MONOPOLY

monopoly,n. 1. Control or advantage obtained by one supplier or producer over the commercial market within a given region. Cf. OLIGOPOLY. 2. The market condition existing when only one economic entity produces a particular product or provides a particular service. • The term is now commonly applied also to situations that approach but do not strictly meet this definition. [Cases: Monopolies 12(1.3). C.J.S. Monopolies §§ 28–37, 52, 64–66.]

“[Ninety per cent] is enough to constitute a monopoly; it is doubtful whether sixty or sixty-four per cent is enough; and certainly thirty-three per cent is not.” United States v. Aluminum Co. of Am., 148 F.2d 416, 424 (2d Cir. 1945)(Hand, J.).

“In the modern sense, a monopoly exists when all, or so nearly all, of an article of trade or commerce within a community or district, is brought within the hands of one person or set of persons, as practically to bring the handling or production of the commodity or thing within such single control to the exclusion of competition or free traffic therein. A monopoly is created when, as the result of efforts to that end, previously competing businesses are so concentrated in the hands of a single person or corporation, or a few persons or corporations acting together, that they have power, for all practical purposes, to control the prices of a commodity and thus to suppress competition. In brief, a monopoly is the practical suppression of effective business competition which thereby creates a power to control prices to the public harm.” 54A Am. Jur. 2d Monopolies, Restraints of Trade, and Unfair Trade Practices § 781, at 107 (1996).

bilateral monopoly.A hypothetical market condition in which there is only one buyer and one seller, resulting in transactional delays because either party can hold out for a better deal without fearing that the other party will turn to a third party.

legal monopoly.The exclusive right granted by government to business to provide utility services that are, in turn, regulated by the government. [Cases: Public Utilities 113. C.J.S. Public

Utilities §§ 4, 69, 71.]

natural monopoly.A monopoly resulting from a circumstance over which the monopolist has no power, as when the market for a product is so limited that only one plant is needed to meet demand.
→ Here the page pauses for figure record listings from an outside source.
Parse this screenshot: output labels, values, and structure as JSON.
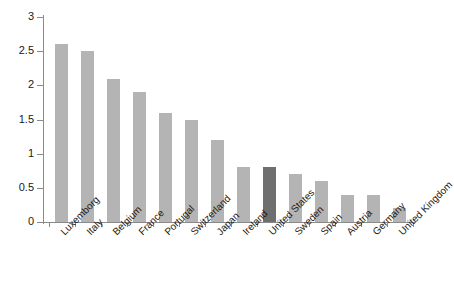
{
  "chart_data": {
    "type": "bar",
    "title": "",
    "subtitle": "",
    "xlabel": "",
    "ylabel": "",
    "ylim": [
      0,
      3
    ],
    "ytick_labels": [
      "0",
      "0.5",
      "1",
      "1.5",
      "2",
      "2.5",
      "3"
    ],
    "ytick_values": [
      0,
      0.5,
      1,
      1.5,
      2,
      2.5,
      3
    ],
    "grid": false,
    "legend": null,
    "categories": [
      "Luxemborg",
      "Italy",
      "Belgium",
      "France",
      "Portugal",
      "Switzerland",
      "Japan",
      "Ireland",
      "United States",
      "Sweden",
      "Spain",
      "Austria",
      "Germany",
      "United Kingdom"
    ],
    "values": [
      2.6,
      2.5,
      2.1,
      1.9,
      1.6,
      1.5,
      1.2,
      0.8,
      0.8,
      0.7,
      0.6,
      0.4,
      0.4,
      0.2
    ],
    "highlight_category": "United States",
    "colors": {
      "bar": "#b4b4b4",
      "bar_highlight": "#6f6f6f",
      "axis": "#8a8a8a",
      "text": "#1a1a1a",
      "background": "#ffffff"
    }
  }
}
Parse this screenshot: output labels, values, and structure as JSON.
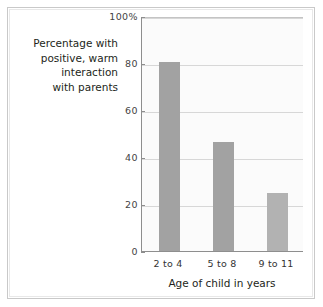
{
  "chart_data": {
    "type": "bar",
    "title": "",
    "subtitle": "",
    "xlabel": "Age of child in years",
    "ylabel": "Percentage with\npositive, warm\ninteraction\nwith parents",
    "categories": [
      "2 to 4",
      "5 to 8",
      "9 to 11"
    ],
    "values": [
      81,
      47,
      25
    ],
    "ylim": [
      0,
      100
    ],
    "ytick_values": [
      0,
      20,
      40,
      60,
      80,
      100
    ],
    "ytick_labels": [
      "0",
      "20",
      "40",
      "60",
      "80",
      "100%"
    ],
    "grid": true,
    "legend": "none",
    "bar_colors": [
      "#a2a2a2",
      "#a2a2a2",
      "#b2b2b2"
    ]
  },
  "colors": {
    "bar_fill": "#a2a2a2",
    "bar_fill_light": "#b2b2b2",
    "gridline": "#d7d7d7",
    "axis": "#8e8e8e",
    "plot_background": "#fbfbfb",
    "frame_border": "#c9c9c9",
    "text": "#231f20"
  }
}
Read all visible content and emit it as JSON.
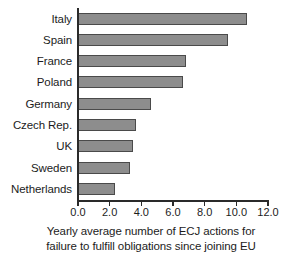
{
  "chart_data": {
    "type": "bar",
    "orientation": "horizontal",
    "title": "",
    "subtitle": "",
    "xlabel_line1": "Yearly average number of ECJ actions for",
    "xlabel_line2": "failure to fulfill obligations since joining EU",
    "ylabel": "",
    "categories": [
      "Italy",
      "Spain",
      "France",
      "Poland",
      "Germany",
      "Czech Rep.",
      "UK",
      "Sweden",
      "Netherlands"
    ],
    "values": [
      10.7,
      9.5,
      6.8,
      6.6,
      4.6,
      3.65,
      3.5,
      3.3,
      2.35
    ],
    "xlim": [
      0.0,
      12.0
    ],
    "xticks": [
      0.0,
      2.0,
      4.0,
      6.0,
      8.0,
      10.0,
      12.0
    ],
    "xtick_labels": [
      "0.0",
      "2.0",
      "4.0",
      "6.0",
      "8.0",
      "10.0",
      "12.0"
    ],
    "grid": false,
    "legend": null,
    "bar_color": "#8d8d8d",
    "bar_edge_color": "#4a4a4a",
    "axis_color": "#2a2a2a",
    "background": "#ffffff"
  }
}
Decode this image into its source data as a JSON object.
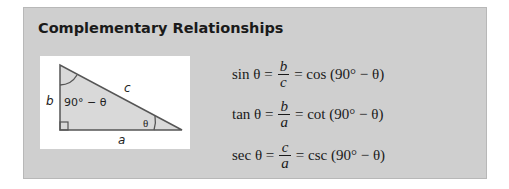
{
  "box": {
    "title": "Complementary Relationships",
    "background": "#cfcfcf"
  },
  "figure": {
    "labels": {
      "hypotenuse": "c",
      "vertical_side": "b",
      "horizontal_side": "a",
      "top_angle": "90° − θ",
      "bottom_angle": "θ"
    },
    "triangle_fill": "#d6d6d6",
    "stroke": "#555555"
  },
  "equations": [
    {
      "lhs": "sin θ =",
      "num": "b",
      "den": "c",
      "rhs": "= cos (90° − θ)"
    },
    {
      "lhs": "tan θ =",
      "num": "b",
      "den": "a",
      "rhs": "= cot (90° − θ)"
    },
    {
      "lhs": "sec θ =",
      "num": "c",
      "den": "a",
      "rhs": "= csc (90° − θ)"
    }
  ]
}
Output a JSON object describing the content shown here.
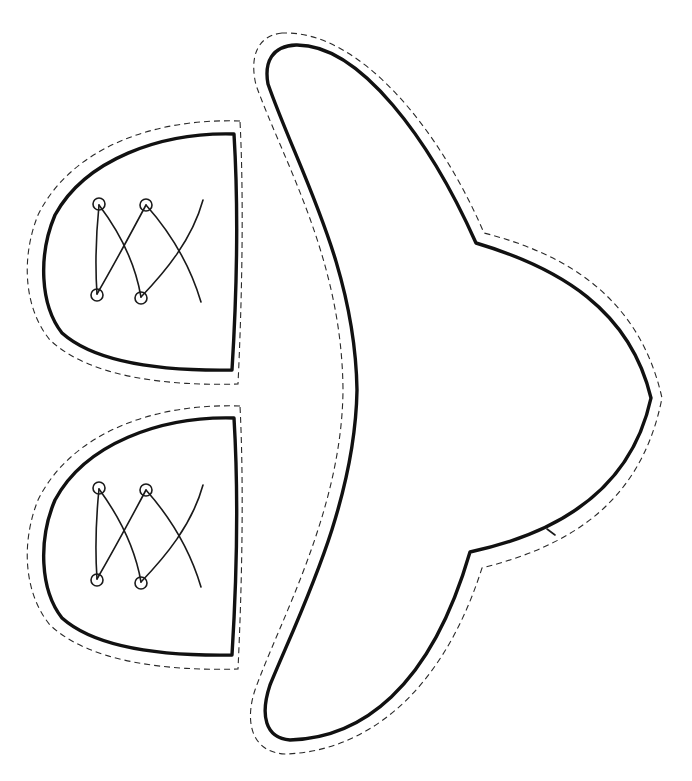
{
  "title": "Shoe craft cut-out template",
  "colors": {
    "background": "#ffffff",
    "outline": "#111111",
    "cut_line": "#2a2a2a"
  },
  "pieces": [
    {
      "name": "shoe-toe-top",
      "eyelets": 4,
      "lace_crossings": 2
    },
    {
      "name": "shoe-toe-bottom",
      "eyelets": 4,
      "lace_crossings": 2
    },
    {
      "name": "shoe-sole-bowtie"
    }
  ],
  "legend": {
    "solid_line": "outline",
    "dashed_line": "cut line"
  }
}
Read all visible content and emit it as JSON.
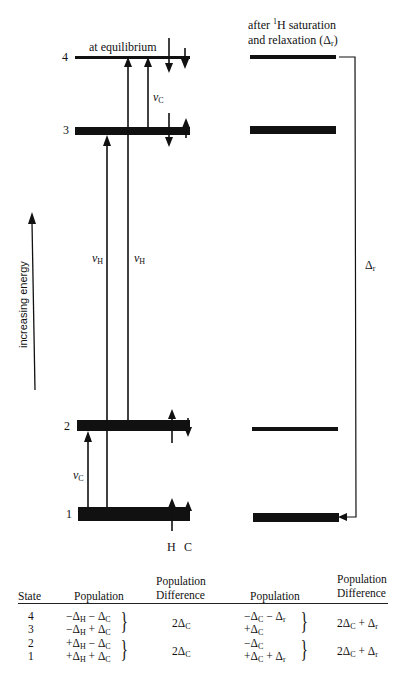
{
  "diagram": {
    "left_panel": {
      "title": "at equilibrium",
      "levels": [
        {
          "state": "4",
          "bar": "thin"
        },
        {
          "state": "3",
          "bar": "thick"
        },
        {
          "state": "2",
          "bar": "thick"
        },
        {
          "state": "1",
          "bar": "thick"
        }
      ],
      "transitions": [
        {
          "label": "ν",
          "sub": "C",
          "from": "3",
          "to": "4"
        },
        {
          "label": "ν",
          "sub": "H",
          "from": "1",
          "to": "3"
        },
        {
          "label": "ν",
          "sub": "H",
          "from": "2",
          "to": "4"
        },
        {
          "label": "ν",
          "sub": "C",
          "from": "1",
          "to": "2"
        }
      ],
      "spin_legend": {
        "h_label": "H",
        "c_label": "C"
      },
      "energy_axis_label": "increasing energy"
    },
    "right_panel": {
      "title_line1_pre": "after ",
      "title_line1_sup": "1",
      "title_line1_post": "H saturation",
      "title_line2": "and relaxation (Δ",
      "title_line2_sub": "r",
      "title_line2_end": ")",
      "levels": [
        {
          "state": "4",
          "bar": "thick"
        },
        {
          "state": "3",
          "bar": "thick"
        },
        {
          "state": "2",
          "bar": "thin"
        },
        {
          "state": "1",
          "bar": "thick"
        }
      ],
      "relaxation_label": "Δ",
      "relaxation_sub": "r"
    }
  },
  "table": {
    "headers": {
      "state": "State",
      "population": "Population",
      "pop_diff_line1": "Population",
      "pop_diff_line2": "Difference",
      "population2": "Population",
      "pop_diff2_line1": "Population",
      "pop_diff2_line2": "Difference"
    },
    "rows": [
      {
        "state": "4",
        "population": "−Δ_H − Δ_C",
        "population_after": "−Δ_C − Δ_r"
      },
      {
        "state": "3",
        "population": "−Δ_H + Δ_C",
        "population_after": "+Δ_C"
      },
      {
        "state": "2",
        "population": "+Δ_H − Δ_C",
        "population_after": "−Δ_C"
      },
      {
        "state": "1",
        "population": "+Δ_H + Δ_C",
        "population_after": "+Δ_C + Δ_r"
      }
    ],
    "groups": [
      {
        "states": [
          "4",
          "3"
        ],
        "difference": "2Δ_C",
        "difference_after": "2Δ_C + Δ_r"
      },
      {
        "states": [
          "2",
          "1"
        ],
        "difference": "2Δ_C",
        "difference_after": "2Δ_C + Δ_r"
      }
    ],
    "cells": {
      "r4_state": "4",
      "r3_state": "3",
      "r2_state": "2",
      "r1_state": "1",
      "pm_minus": "−",
      "pm_plus": "+",
      "delta": "Δ",
      "sub_H": "H",
      "sub_C": "C",
      "sub_r": "r",
      "two_delta": "2Δ"
    }
  }
}
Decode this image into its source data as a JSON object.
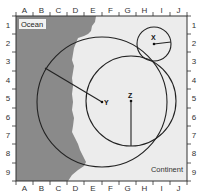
{
  "figure": {
    "type": "map-grid-diagram",
    "labels": {
      "ocean": "Ocean",
      "continent": "Continent"
    },
    "columns": [
      "A",
      "B",
      "C",
      "D",
      "E",
      "F",
      "G",
      "H",
      "I",
      "J"
    ],
    "rows": [
      "1",
      "2",
      "3",
      "4",
      "5",
      "6",
      "7",
      "8",
      "9"
    ],
    "colors": {
      "ocean": "#8a8a8a",
      "continent": "#eeeeee",
      "line": "#222222",
      "frame": "#333333"
    },
    "points": [
      {
        "label": "X",
        "cx": 154,
        "cy": 44,
        "r": 17,
        "radius_to": [
          172,
          41
        ]
      },
      {
        "label": "Y",
        "cx": 102,
        "cy": 102,
        "r": 65,
        "radius_to": [
          45,
          68
        ]
      },
      {
        "label": "Z",
        "cx": 131,
        "cy": 101,
        "r": 45,
        "radius_to": [
          131,
          146
        ]
      }
    ]
  }
}
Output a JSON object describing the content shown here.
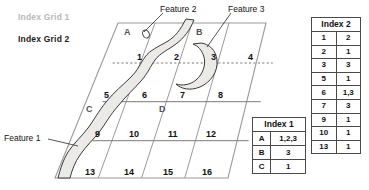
{
  "legends": {
    "grid1": "Index Grid 1",
    "grid2": "Index Grid 2"
  },
  "callouts": {
    "feature1": "Feature 1",
    "feature2": "Feature 2",
    "feature3": "Feature 3"
  },
  "grid": {
    "letters": [
      "A",
      "B",
      "C",
      "D"
    ],
    "numbers": [
      "1",
      "2",
      "3",
      "4",
      "5",
      "6",
      "7",
      "8",
      "9",
      "10",
      "11",
      "12",
      "13",
      "14",
      "15",
      "16"
    ]
  },
  "index1": {
    "title": "Index 1",
    "rows": [
      {
        "key": "A",
        "value": "1,2,3"
      },
      {
        "key": "B",
        "value": "3"
      },
      {
        "key": "C",
        "value": "1"
      }
    ]
  },
  "index2": {
    "title": "Index 2",
    "rows": [
      {
        "key": "1",
        "value": "2"
      },
      {
        "key": "2",
        "value": "1"
      },
      {
        "key": "3",
        "value": "3"
      },
      {
        "key": "5",
        "value": "1"
      },
      {
        "key": "6",
        "value": "1,3"
      },
      {
        "key": "7",
        "value": "3"
      },
      {
        "key": "9",
        "value": "1"
      },
      {
        "key": "10",
        "value": "1"
      },
      {
        "key": "13",
        "value": "1"
      }
    ]
  },
  "colors": {
    "grid_line": "#9a9a9a",
    "row_line": "#7a7a7a",
    "dashed_line": "#7a7a7a",
    "feature_fill": "#eceae7",
    "feature_stroke": "#3a3a3a",
    "legend_muted": "#b9b9b9"
  }
}
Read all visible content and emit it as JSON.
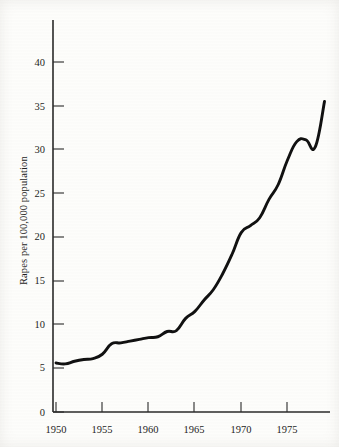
{
  "chart_data": {
    "type": "line",
    "title": "",
    "xlabel": "",
    "ylabel": "Rapes per 100,000 population",
    "xlim": [
      1950,
      1979
    ],
    "ylim": [
      0,
      41
    ],
    "xticks": [
      1950,
      1955,
      1960,
      1965,
      1970,
      1975
    ],
    "xtick_labels": [
      "1950",
      "1955",
      "1960",
      "1965",
      "1970",
      "1975"
    ],
    "yticks": [
      0,
      5,
      10,
      15,
      20,
      25,
      30,
      35,
      40
    ],
    "ytick_labels": [
      "0",
      "5",
      "10",
      "15",
      "20",
      "25",
      "30",
      "35",
      "40"
    ],
    "grid": false,
    "legend": false,
    "legend_position": "none",
    "line_color": "#111111",
    "axis_color": "#2a2a2a",
    "background_color": "#fdfdfb",
    "series": [
      {
        "name": "Rape rate",
        "x": [
          1950,
          1951,
          1952,
          1953,
          1954,
          1955,
          1956,
          1957,
          1958,
          1959,
          1960,
          1961,
          1962,
          1963,
          1964,
          1965,
          1966,
          1967,
          1968,
          1969,
          1970,
          1971,
          1972,
          1973,
          1974,
          1975,
          1976,
          1977,
          1978,
          1979
        ],
        "values": [
          5.6,
          5.5,
          5.8,
          6.0,
          6.1,
          6.6,
          7.8,
          7.9,
          8.1,
          8.3,
          8.5,
          8.6,
          9.2,
          9.3,
          10.7,
          11.5,
          12.8,
          14.0,
          15.8,
          18.0,
          20.5,
          21.3,
          22.2,
          24.3,
          26.0,
          28.8,
          30.9,
          31.1,
          30.3,
          35.5
        ]
      }
    ],
    "annotations": []
  },
  "axis": {
    "y_axis_label": "Rapes per 100,000 population"
  }
}
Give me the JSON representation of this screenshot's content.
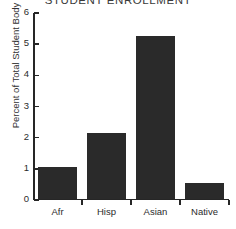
{
  "chart_data": {
    "type": "bar",
    "title": "STUDENT ENROLLMENT",
    "xlabel": "",
    "ylabel": "Percent of Total Student Body",
    "categories": [
      "Afr",
      "Hisp",
      "Asian",
      "Native"
    ],
    "values": [
      1.0,
      2.1,
      5.2,
      0.5
    ],
    "ylim": [
      0,
      6
    ],
    "yticks": [
      0,
      1,
      2,
      3,
      4,
      5,
      6
    ],
    "ytick_labels": [
      "0",
      "1",
      "2",
      "3",
      "4",
      "5",
      "6"
    ],
    "grid": false,
    "legend": null,
    "bar_color": "#2a2a2a",
    "axis_color": "#262626",
    "background_color": "#ffffff"
  }
}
3.Patents. The exclusive right of a patentee to make, use, sell, offer for sale, or import an invention for a certain period, subject to the rights of the owners of other patents that would be infringed. [Cases: Patents 185.C.J.S. Patents § 10.]“[T]he statute of monopolies, 21 Jac. I. c. 3, allows a royal patent of privilege to be granted for fourteen years to any inventor of a new manufacture, for the sole working or making of the same; by virtue whereof a temporary property becomes vested in the patentee.” William Blackstone, 2 Commentaries on the Laws of England 407 (1766).